Brave announced that they are rolling out a new feature called De-AMP, which allows brave users to bypass Google-hosted AMP pages, and instead visit the content’s publisher directly. Brave states that AMP harms users’ privacy, security, and internet experience, and just as bad, AMP helps Google further monopolize and control the direction of the Web.
Brave will protect users from AMP in several ways. Where possible, De-AMP will rewrite links and URLs to prevent users from visiting AMP pages altogether. And in cases where that is not possible, Brave will watch as pages are being fetched and redirect users away from AMP pages before the page is even rendered, preventing AMP/Google code from being loaded and executed.
The Verge reported that Brave stated: “In practice, AMP is harmful to users and to the Web at large”. Brave also explained that AMP gives Google even more knowledge of users’ browsing habits, confuses users, and can often be slower than normal webpages. It also warned that the next version of AMP – so far called AMP 2.0 – will be even worse.
Brave pointed out why AMP is harmful:
AMP is harmful to privacy: AMP gives Google an even broader view of which pages people view on the Web, and how people interact with them. AMP encourages developers to more tightly integrate with Google servers and systems, and penalizes publishers with decreased search rankings and placements if they don’t, further allowing Google to track and profile users.
AMP is bad for security: By design, AMP confuses users about what site they’re interacting with. Users think they’re interacting with the publisher, when in actuality the user is still within Google’s control.
AMP furthers the monopolization of the Web: AMP encourages more of the Web to be served from Google’s servers, under Google’s control and arbitrary non-standards. It also allows Google to require pages to be built in ways that benefit Google’s advertising systems.
AMP is bad for performance and usability: Though Google touts AMP as better for performance, internally, Google knows that “AMP only improves the ‘median of performance’ and AMP pages can actually load slower than other publisher speed optimization techniques”.
The Verge explained that AMP was controversial from the beginning and smelled to some like Google trying to exert even more control over the web. Over time, more companies and users grew concerned about that control and chafed at the idea that Google would prioritize AMP pages in search results.
DuckDuckGo tweeted: “NEW: our apps & extensions now protect against AMP tracking. When you load or share a Google AMP page anywhere from DuckDuckGo apps (iOS/Android/Mac) or extensions (Firefox/Chrome) the original publisher’s webpage will be used in place of the Google AMP version.”
Personally, I think that the more privacy online, the better the internet will be for all of us. It is great that Brave and DuckDuckGo are offering people simple solutions to prevent Google from tracking them all over the web. It is very sketchy of Google to trick users into thinking they are on the website they searched for – but swapping it with an AMP page.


→ Problem requirements
When you retype the data, keep every word exactly and include none of the pictures.

→ Provided data
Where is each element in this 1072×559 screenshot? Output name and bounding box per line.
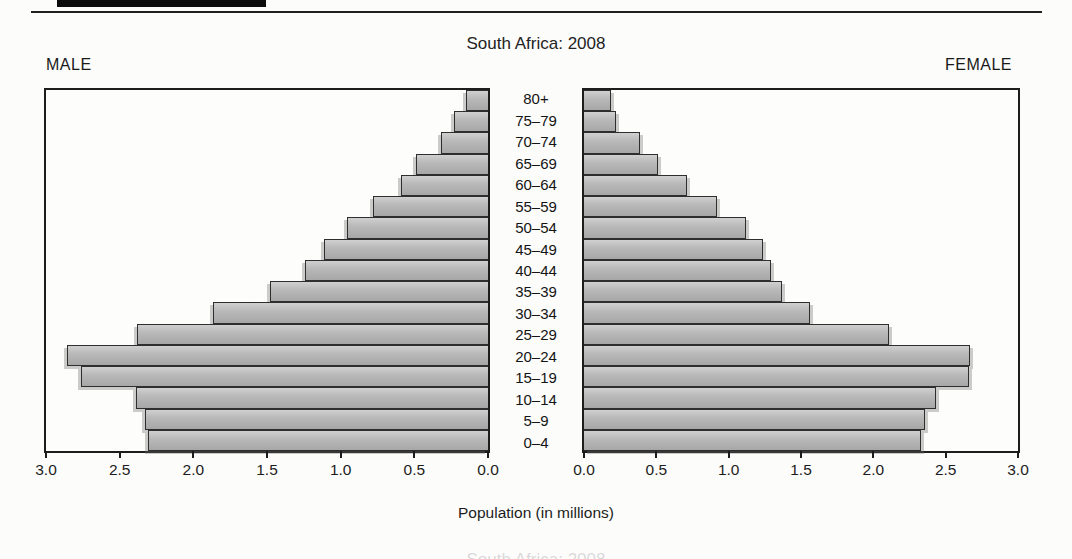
pyramid-row-female: [584, 345, 1018, 366]
pyramid-row-female: [584, 90, 1018, 111]
age-group-label: 55–59: [492, 195, 580, 216]
age-group-label: 15–19: [492, 367, 580, 388]
bar-female-30–34: [584, 302, 810, 323]
page-header-rule: [31, 11, 1042, 13]
male-axis-tick: [192, 451, 194, 458]
pyramid-row-female: [584, 175, 1018, 196]
male-axis-tick-label: 1.0: [330, 461, 352, 479]
pyramid-row-female: [584, 366, 1018, 387]
bar-female-50–54: [584, 217, 746, 238]
age-group-label: 65–69: [492, 152, 580, 173]
female-panel: 0.00.51.01.52.02.53.0: [582, 88, 1020, 453]
bar-female-25–29: [584, 324, 889, 345]
female-axis-tick: [800, 451, 802, 458]
pyramid-row-male: [46, 345, 488, 366]
bar-female-15–19: [584, 366, 969, 387]
male-axis-tick: [119, 451, 121, 458]
female-axis-tick-label: 1.5: [790, 461, 812, 479]
male-axis-tick: [266, 451, 268, 458]
female-axis-tick: [583, 451, 585, 458]
male-panel: 3.02.52.01.51.00.50.0: [44, 88, 490, 453]
age-group-label: 45–49: [492, 238, 580, 259]
female-axis-tick-label: 2.0: [863, 461, 885, 479]
female-axis-label: FEMALE: [945, 56, 1012, 74]
pyramid-row-female: [584, 132, 1018, 153]
pyramid-row-male: [46, 430, 488, 451]
x-axis-title: Population (in millions): [0, 504, 1072, 522]
age-group-label: 30–34: [492, 303, 580, 324]
pyramid-row-male: [46, 111, 488, 132]
female-axis-tick: [1017, 451, 1019, 458]
bar-female-20–24: [584, 345, 970, 366]
pyramid-row-female: [584, 260, 1018, 281]
bar-male-50–54: [347, 217, 488, 238]
female-axis-tick-label: 0.5: [646, 461, 668, 479]
pyramid-row-male: [46, 196, 488, 217]
bar-male-45–49: [324, 239, 488, 260]
female-axis-tick-label: 3.0: [1007, 461, 1029, 479]
bar-female-75–79: [584, 111, 616, 132]
bar-female-80+: [584, 90, 611, 111]
pyramid-row-male: [46, 409, 488, 430]
pyramid-row-male: [46, 302, 488, 323]
bar-male-10–14: [136, 387, 488, 408]
bar-male-75–79: [454, 111, 488, 132]
bar-male-40–44: [305, 260, 488, 281]
faint-page-caption: South Africa: 2008: [0, 550, 1072, 559]
chart-title: South Africa: 2008: [0, 34, 1072, 54]
bar-female-65–69: [584, 154, 658, 175]
age-group-label: 60–64: [492, 174, 580, 195]
bar-male-80+: [466, 90, 488, 111]
pyramid-row-female: [584, 430, 1018, 451]
age-group-label: 20–24: [492, 346, 580, 367]
pyramid-row-male: [46, 154, 488, 175]
age-group-label: 5–9: [492, 410, 580, 431]
scanned-chart-page: South Africa: 2008 MALE FEMALE 3.02.52.0…: [0, 0, 1072, 559]
bar-female-40–44: [584, 260, 771, 281]
bar-male-35–39: [270, 281, 488, 302]
male-axis-tick: [487, 451, 489, 458]
female-axis-tick: [655, 451, 657, 458]
population-pyramid: 3.02.52.01.51.00.50.0 80+75–7970–7465–69…: [44, 88, 1020, 453]
pyramid-row-female: [584, 302, 1018, 323]
age-group-label: 70–74: [492, 131, 580, 152]
age-group-label: 10–14: [492, 389, 580, 410]
bar-male-60–64: [401, 175, 488, 196]
bar-female-45–49: [584, 239, 763, 260]
male-axis-label: MALE: [46, 56, 92, 74]
age-group-label: 75–79: [492, 109, 580, 130]
bar-female-55–59: [584, 196, 717, 217]
age-group-labels-column: 80+75–7970–7465–6960–6455–5950–5445–4940…: [490, 88, 582, 453]
bar-male-5–9: [145, 409, 488, 430]
pyramid-row-male: [46, 387, 488, 408]
pyramid-row-male: [46, 281, 488, 302]
female-axis-tick-label: 2.5: [935, 461, 957, 479]
pyramid-row-male: [46, 90, 488, 111]
pyramid-row-male: [46, 175, 488, 196]
bar-female-35–39: [584, 281, 782, 302]
pyramid-row-female: [584, 196, 1018, 217]
pyramid-row-female: [584, 324, 1018, 345]
bar-female-5–9: [584, 409, 925, 430]
female-axis-tick: [728, 451, 730, 458]
bar-female-70–74: [584, 132, 640, 153]
bar-male-25–29: [137, 324, 488, 345]
female-bars-container: [584, 90, 1018, 451]
age-group-label: 50–54: [492, 217, 580, 238]
age-group-label: 35–39: [492, 281, 580, 302]
bar-male-15–19: [81, 366, 488, 387]
male-axis-tick-label: 0.0: [477, 461, 499, 479]
bar-female-10–14: [584, 387, 936, 408]
bar-male-65–69: [416, 154, 488, 175]
pyramid-row-male: [46, 239, 488, 260]
male-axis-tick-label: 3.0: [35, 461, 57, 479]
bar-male-55–59: [373, 196, 488, 217]
age-group-label: 80+: [492, 88, 580, 109]
female-axis-tick: [945, 451, 947, 458]
page-header-redaction-bar: [57, 0, 266, 7]
bar-female-0–4: [584, 430, 921, 451]
female-axis-tick-label: 1.0: [718, 461, 740, 479]
bar-female-60–64: [584, 175, 687, 196]
age-group-label: 25–29: [492, 324, 580, 345]
male-axis-tick: [340, 451, 342, 458]
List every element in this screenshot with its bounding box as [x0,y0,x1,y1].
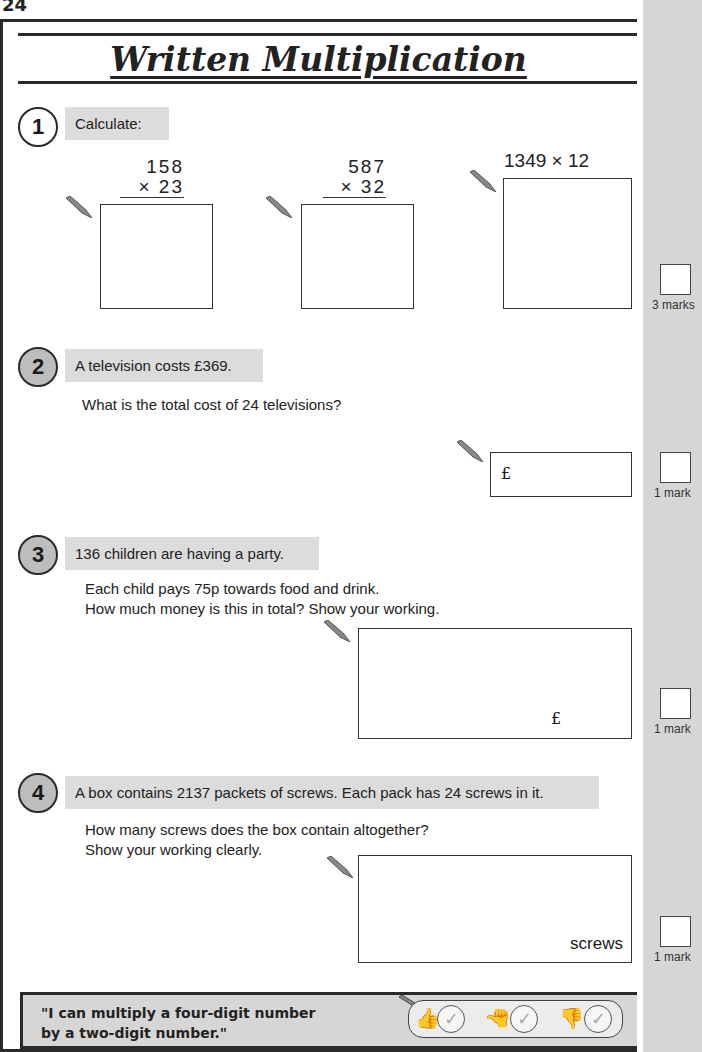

→ Solved problem
Where is each element in this 1072×559 screenshot? Output name and bounding box per line.
pyramid-row-female: [584, 345, 1018, 366]
pyramid-row-female: [584, 90, 1018, 111]
age-group-label: 55–59: [492, 195, 580, 216]
age-group-label: 15–19: [492, 367, 580, 388]
bar-female-30–34: [584, 302, 810, 323]
page-header-rule: [31, 11, 1042, 13]
male-axis-tick: [192, 451, 194, 458]
pyramid-row-female: [584, 175, 1018, 196]
male-axis-tick-label: 1.0: [330, 461, 352, 479]
pyramid-row-female: [584, 366, 1018, 387]
bar-female-50–54: [584, 217, 746, 238]
age-group-label: 65–69: [492, 152, 580, 173]
female-panel: 0.00.51.01.52.02.53.0: [582, 88, 1020, 453]
bar-female-25–29: [584, 324, 889, 345]
female-axis-tick: [800, 451, 802, 458]
pyramid-row-male: [46, 345, 488, 366]
bar-female-15–19: [584, 366, 969, 387]
male-axis-tick: [119, 451, 121, 458]
female-axis-tick-label: 1.5: [790, 461, 812, 479]
male-axis-tick: [266, 451, 268, 458]
female-axis-tick: [583, 451, 585, 458]
male-panel: 3.02.52.01.51.00.50.0: [44, 88, 490, 453]
age-group-label: 45–49: [492, 238, 580, 259]
female-axis-tick-label: 2.0: [863, 461, 885, 479]
female-axis-label: FEMALE: [945, 56, 1012, 74]
pyramid-row-female: [584, 132, 1018, 153]
pyramid-row-male: [46, 430, 488, 451]
x-axis-title: Population (in millions): [0, 504, 1072, 522]
age-group-label: 30–34: [492, 303, 580, 324]
pyramid-row-male: [46, 111, 488, 132]
female-axis-tick: [1017, 451, 1019, 458]
bar-female-20–24: [584, 345, 970, 366]
pyramid-row-female: [584, 260, 1018, 281]
bar-male-50–54: [347, 217, 488, 238]
female-axis-tick-label: 0.5: [646, 461, 668, 479]
pyramid-row-male: [46, 196, 488, 217]
bar-male-45–49: [324, 239, 488, 260]
female-axis-tick-label: 3.0: [1007, 461, 1029, 479]
bar-female-75–79: [584, 111, 616, 132]
bar-female-80+: [584, 90, 611, 111]
pyramid-row-male: [46, 409, 488, 430]
pyramid-row-male: [46, 302, 488, 323]
bar-male-10–14: [136, 387, 488, 408]
bar-male-75–79: [454, 111, 488, 132]
bar-male-40–44: [305, 260, 488, 281]
faint-page-caption: South Africa: 2008: [0, 550, 1072, 559]
chart-title: South Africa: 2008: [0, 34, 1072, 54]
bar-female-65–69: [584, 154, 658, 175]
age-group-label: 60–64: [492, 174, 580, 195]
bar-male-80+: [466, 90, 488, 111]
pyramid-row-female: [584, 430, 1018, 451]
age-group-label: 20–24: [492, 346, 580, 367]
pyramid-row-male: [46, 154, 488, 175]
age-group-label: 5–9: [492, 410, 580, 431]
scanned-chart-page: South Africa: 2008 MALE FEMALE 3.02.52.0…: [0, 0, 1072, 559]
bar-female-40–44: [584, 260, 771, 281]
bar-male-35–39: [270, 281, 488, 302]
male-axis-tick: [487, 451, 489, 458]
female-axis-tick: [655, 451, 657, 458]
population-pyramid: 3.02.52.01.51.00.50.0 80+75–7970–7465–69…: [44, 88, 1020, 453]
pyramid-row-female: [584, 302, 1018, 323]
age-group-label: 70–74: [492, 131, 580, 152]
age-group-label: 10–14: [492, 389, 580, 410]
bar-male-60–64: [401, 175, 488, 196]
bar-female-45–49: [584, 239, 763, 260]
male-axis-label: MALE: [46, 56, 92, 74]
age-group-label: 75–79: [492, 109, 580, 130]
bar-female-55–59: [584, 196, 717, 217]
age-group-labels-column: 80+75–7970–7465–6960–6455–5950–5445–4940…: [490, 88, 582, 453]
bar-male-5–9: [145, 409, 488, 430]
pyramid-row-male: [46, 387, 488, 408]
pyramid-row-male: [46, 281, 488, 302]
female-axis-tick-label: 2.5: [935, 461, 957, 479]
pyramid-row-male: [46, 90, 488, 111]
pyramid-row-male: [46, 175, 488, 196]
bar-female-35–39: [584, 281, 782, 302]
pyramid-row-female: [584, 196, 1018, 217]
pyramid-row-female: [584, 324, 1018, 345]
bar-female-5–9: [584, 409, 925, 430]
female-axis-tick: [728, 451, 730, 458]
bar-female-70–74: [584, 132, 640, 153]
bar-male-25–29: [137, 324, 488, 345]
female-bars-container: [584, 90, 1018, 451]
age-group-label: 50–54: [492, 217, 580, 238]
age-group-label: 35–39: [492, 281, 580, 302]
bar-male-15–19: [81, 366, 488, 387]
male-axis-tick-label: 0.0: [477, 461, 499, 479]
bar-female-10–14: [584, 387, 936, 408]
bar-male-65–69: [416, 154, 488, 175]
pyramid-row-male: [46, 239, 488, 260]
male-axis-tick-label: 3.0: [35, 461, 57, 479]
bar-male-55–59: [373, 196, 488, 217]
age-group-label: 80+: [492, 88, 580, 109]
female-axis-tick: [945, 451, 947, 458]
page-header-redaction-bar: [57, 0, 266, 7]
bar-female-0–4: [584, 430, 921, 451]
female-axis-tick-label: 1.0: [718, 461, 740, 479]
bar-female-60–64: [584, 175, 687, 196]
age-group-label: 25–29: [492, 324, 580, 345]
male-axis-tick: [340, 451, 342, 458]
List every element in this screenshot with its bounding box as [x0,y0,x1,y1].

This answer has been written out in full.